ROOct 15, 2018

Pedestrian Dominance Modeling for Socially-Aware Robot Navigation

arXiv:1810.06613v231 citations
Originality Incremental advance
AI Analysis

This addresses socially-aware navigation for robots interacting with pedestrians, but it is incremental as it builds on known psychological principles.

The paper tackled the problem of enabling socially-aware robot navigation by modeling pedestrian dominance characteristics, achieving ~85% accuracy in predicting dominance levels from trajectories.

We present a Pedestrian Dominance Model (PDM) to identify the dominance characteristics of pedestrians for robot navigation. Through a perception study on a simulated dataset of pedestrians, PDM models the perceived dominance levels of pedestrians with varying motion behaviors corresponding to trajectory, speed, and personal space. At runtime, we use PDM to identify the dominance levels of pedestrians to facilitate socially-aware navigation for the robots. PDM can predict dominance levels from trajectories with ~85% accuracy. Prior studies in psychology literature indicate that when interacting with humans, people are more comfortable around people that exhibit complementary movement behaviors. Our algorithm leverages this by enabling the robots to exhibit complementing responses to pedestrian dominance. We also present an application of PDM for generating dominance-based collision-avoidance behaviors in the navigation of autonomous vehicles among pedestrians. We demonstrate the benefits of our algorithm for robots navigating among tens of pedestrians in simulated environments.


Task statement: Each entry should be printed exactly, with its images omitted.

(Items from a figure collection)
──────────────────────────────
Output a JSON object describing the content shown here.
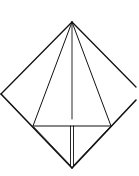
{
  "diagram": {
    "type": "origami-fold-diagram",
    "background": "#ffffff",
    "stroke_color": "#111111",
    "shape": "diamond-with-kite-folds"
  }
}
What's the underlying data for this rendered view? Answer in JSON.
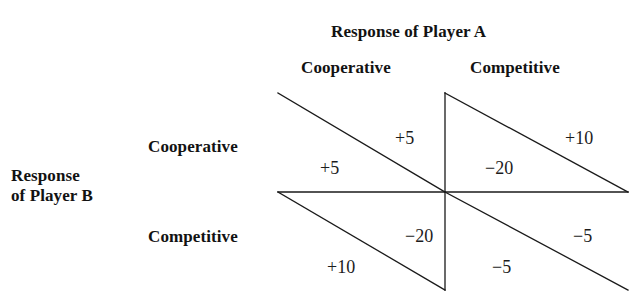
──────────────────────────────
Solution:
Output a JSON object describing the content shown here.
{
  "diagram": {
    "type": "origami-fold-diagram",
    "background": "#ffffff",
    "stroke_color": "#111111",
    "shape": "diamond-with-kite-folds"
  }
}
What's the underlying data for this rendered view? Answer in JSON.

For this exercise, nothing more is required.